The party line vote, 21 to 18, passed an amendment to the three year NASA budget authorization for Fiscal Years 2000 to 2002 that terminated all NASA work on the satellite project, called Triana, and also approved some $2.5 million in program termination costs.

The amendment was sponsored by Rep. Dave Weldon, R-Fla. The vote took place in the House Science Committee. The bill now moves to the House Appropriations Committee and then to the floor for a full House vote.

Congressional critics found that the project, now ballooned from original estimates of under $50 million in cost, had spent more than $40 million during the past 14 months with another $35 million pegged had the program continued.

This was the directed cost of designing and building the satellite. Costs of launching the craft aboard one of NASA's Space Shuttles was not included. The Triana was expected to weight about 8,000 pounds when lofted. A full Shuttle mission, capable of lifting 55,000 pounds into low Earth orbit, cost in the neighborhood of $250 to $500 million.

The project began life in March 1998 when Gore said he dreamt of the project, which he also named Triana. The satellite would broadcast images of the rotating Earth to ground stations, which would process the imagery signals and display them to the Internet almost instantly. Gore immediately informed NASA Administrator Daniel S. Goldin of the idea.

Goldin's response was to manifest the satellite - in time for a September 2000 Shuttle launch according to some NASA manifest documents, just two months before the U.S. 2000 Presidential Election. Goldin also tasked the National Academy of Sciences in Washington with defining what sensors and equipment the satellite, nicknamed by critics "Gore-Cam", would carry into space.

The actual need for such a craft was never addressed, a fact that critics pointed out before Thursday's vote.

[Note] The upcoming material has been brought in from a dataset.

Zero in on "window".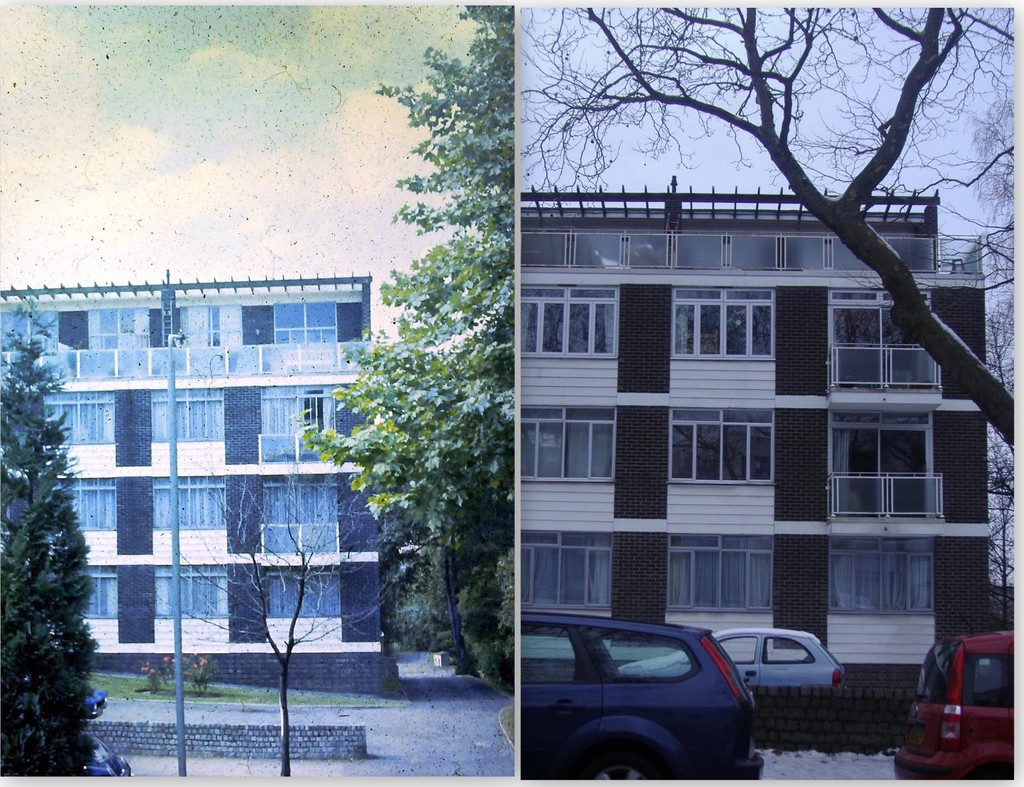
Zeroed in: 522/407/618/485.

In fact, several scientists the world over had questioned whether the imagery that Gore wanted to achieve wasn't now available from weather satellites - whose pictures were routinely posted to the Internet almost hourly.

The other question remained as to how NASA had managed to spend $40 million in unauthorized funds since last March, and on what, since no construction of the satellite had yet begun.

No Congressional hearings had been conducted on the project before Thursday's vote, and the project had been proposed after the FY1999 NASA budget had already been approved -without mention of the Triana project.

But as is the case in political Washington, Triana may yet rise from it's demise to "fly" again. Democratic sycophants of Gore are likely to try and add the project to NASA's budget when the budget bill heads for the floor of the House of Representatives later this spring for a full vote.

Gore supporters in the Senate are also likely to try and add the project to the Senate's NASA bill. And, if so, Republican critics of anything with the VP's name attached are likely to try and kill it again - if in fact it's still around come summer.

  • Atmospheric Research Laboratory at Scripps
  • Scripps Institution of Oceanography

    Triana At Spacer.Com

  • Triana Connects Earth To The Net - OpEd by Scripps Scientist
  • LockMart Wins Gore-Cam Camera
  • Gore-Cam To Be Launched After Election 2000
  • Gore "Space Camera" Idea Lost In Space?